Saturday, 22 November 2025

Patterns of Possibility: 3 Spatial Minds: Cognitive Horizons of Location

Processes unfold, participants exist, and now we examine where phenomena occur. Spatial construal is not a neutral mapping of coordinates; it is the horizon in which experience is anchored. Different languages pattern this horizon differently, creating distinct cognitive affordances for perception, navigation, and narrative perspective.


1. Egocentric vs. geocentric reference

  • English: egocentric — spatial relations are relative to the speaker (left, behind, in front).

    • Speakers habitually anchor attention to their own perspective.

  • Guugu Yimithirr: strictly geocentric — all directions are cardinal (north, south, east, west).

    • Attention is habitually anchored to the environment, decentering the self.

  • Tzeltal: combines geocentric and topological frames; speakers track orientation, uphill/downhill, and trajectory.

Cognitive payoff: Frame of reference shapes how speakers perceive, encode, and reason about spatial relations.


2. Perceptual accessibility and visibility

  • Japanese and Korean: spatial distinctions encode not just distance but visibility and attentional salience.

  • Speakers habitually monitor what is perceptually accessible, influencing attention and discourse reference.

Insight: Spatial construal integrates perception and cognition, highlighting what is present, visible, or salient.


3. Event integration in space

  • ASL: signing space encodes participants, movement, and process simultaneously.

    • Events are multi-dimensional and co-actualised.

  • Speakers attend to spatial relations as part of event structure, not merely as background.

Cognitive payoff: Space becomes an active medium for representing and reasoning about dynamic relations.


4. Spatial construal and narrative perspective

  • English: narratives often anchor scenes relative to the narrator’s position.

  • Guugu Yimithirr: narratives emphasize environmental continuity and absolute spatial orientation.

  • Tzeltal: narratives foreground relational positioning and trajectories relative to environmental axes.

  • ASL: narratives encode multiple participants and events simultaneously in signing space.

Takeaway: Spatial construal shapes narrative horizon, attention deployment, and the mental simulation of events.


5. Concluding Reflection

Languages pattern how space is perceived, organized, and integrated with events.
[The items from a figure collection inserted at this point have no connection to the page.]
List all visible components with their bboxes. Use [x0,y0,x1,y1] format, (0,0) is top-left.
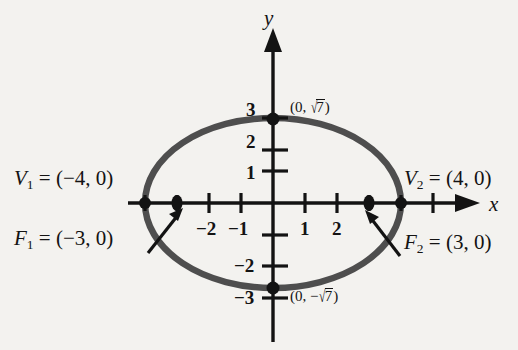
y-axis-label: y [264,8,273,29]
covertex-top-close: ) [325,99,330,115]
covertex-bottom-dot [267,282,280,295]
focus-right-label: F2 = (3, 0) [404,232,491,255]
vertex-right-coords: (4, 0) [446,166,492,190]
y-axis-arrowhead [264,28,282,52]
y-tick-label-1: 1 [246,163,256,182]
x-tick-label-2: 2 [332,219,342,238]
radical-sign-icon: √ [311,99,317,116]
focus-right-dot [364,195,375,211]
vertex-left-dot [139,197,151,209]
y-tick-label-2: 2 [246,132,256,151]
focus-left-subscript: 1 [27,237,34,252]
vertex-right-subscript: 2 [417,177,424,192]
vertex-left-symbol: V [14,166,27,190]
covertex-top-label: (0, √7) [290,99,330,116]
covertex-bottom-radicand: 7 [325,288,334,305]
covertex-top-radicand: 7 [316,99,325,116]
covertex-bottom-close: ) [333,288,338,304]
x-axis-arrowhead [455,194,480,212]
covertex-bottom-label: (0, −√7) [290,288,338,305]
focus-left-equals: = [39,226,51,250]
vertex-right-dot [395,197,407,209]
vertex-right-label: V2 = (4, 0) [404,168,491,191]
x-tick-label--2: −2 [196,219,216,238]
focus-right-arrowhead [365,210,379,224]
focus-left-symbol: F [14,226,27,250]
vertex-left-subscript: 1 [27,177,34,192]
y-tick-label-3: 3 [246,100,256,119]
vertex-right-equals: = [429,166,441,190]
x-axis-label: x [489,194,498,215]
x-tick-label-1: 1 [300,219,310,238]
x-tick-label--1: −1 [228,219,248,238]
vertex-left-label: V1 = (−4, 0) [14,168,113,191]
ellipse-figure: y x −2 −1 1 2 3 2 1 −2 −3 V1 = (−4, 0) V… [0,0,518,350]
focus-left-coords: (−3, 0) [56,226,113,250]
vertex-left-coords: (−4, 0) [56,166,113,190]
focus-right-equals: = [429,230,441,254]
vertex-left-equals: = [39,166,51,190]
focus-right-subscript: 2 [417,241,424,256]
covertex-top-dot [267,113,280,126]
covertex-bottom-open: (0, − [290,288,318,304]
y-tick-label--2: −2 [234,256,254,275]
vertex-right-symbol: V [404,166,417,190]
focus-right-symbol: F [404,230,417,254]
radical-sign-icon-bottom: √ [319,288,325,305]
focus-right-coords: (3, 0) [446,230,492,254]
y-axis-ticks [262,118,288,298]
focus-left-label: F1 = (−3, 0) [14,228,113,251]
covertex-top-open: (0, [290,99,310,115]
y-tick-label--3: −3 [234,288,254,307]
focus-left-dot [172,195,183,211]
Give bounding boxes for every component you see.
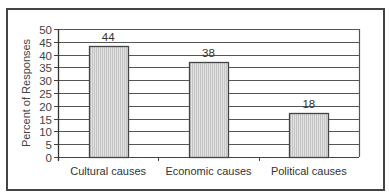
y-tick-label: 35: [39, 62, 52, 74]
data-label: 18: [302, 98, 315, 110]
x-category-label: Political causes: [271, 165, 347, 177]
y-axis-label: Percent of Responses: [20, 38, 32, 147]
y-tick-label: 20: [39, 101, 52, 113]
y-tick-label: 30: [39, 75, 52, 87]
y-tick-label: 40: [39, 50, 52, 62]
x-category-label: Economic causes: [165, 165, 252, 177]
data-label: 44: [102, 31, 115, 43]
y-tick-label: 25: [39, 88, 52, 100]
y-tick-label: 5: [46, 139, 52, 151]
y-tick-label: 50: [39, 24, 52, 36]
y-tick-label: 0: [46, 152, 52, 164]
bar: [290, 114, 329, 158]
y-tick-label: 10: [39, 126, 52, 138]
data-label: 38: [202, 47, 215, 59]
bar: [190, 63, 229, 158]
y-tick-label: 45: [39, 37, 52, 49]
bar: [90, 47, 129, 158]
y-axis-ticks: 05101520253035404550: [39, 24, 58, 164]
x-category-label: Cultural causes: [70, 165, 146, 177]
bar-chart: 05101520253035404550 443818 Cultural cau…: [0, 0, 389, 196]
y-tick-label: 15: [39, 114, 52, 126]
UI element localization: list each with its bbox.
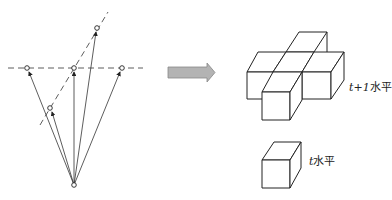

Habitual use of these spatial patterns:

  • Tunes attention to perspective, location, and relational configuration

  • Shapes memory of environmental layouts and trajectories

  • Informs expectation of event positioning and movement

  • Opens distinct narrative and cognitive horizons

Spatial construal is thus a cognitive horizon of location, structuring experience as much as any other domain of construal.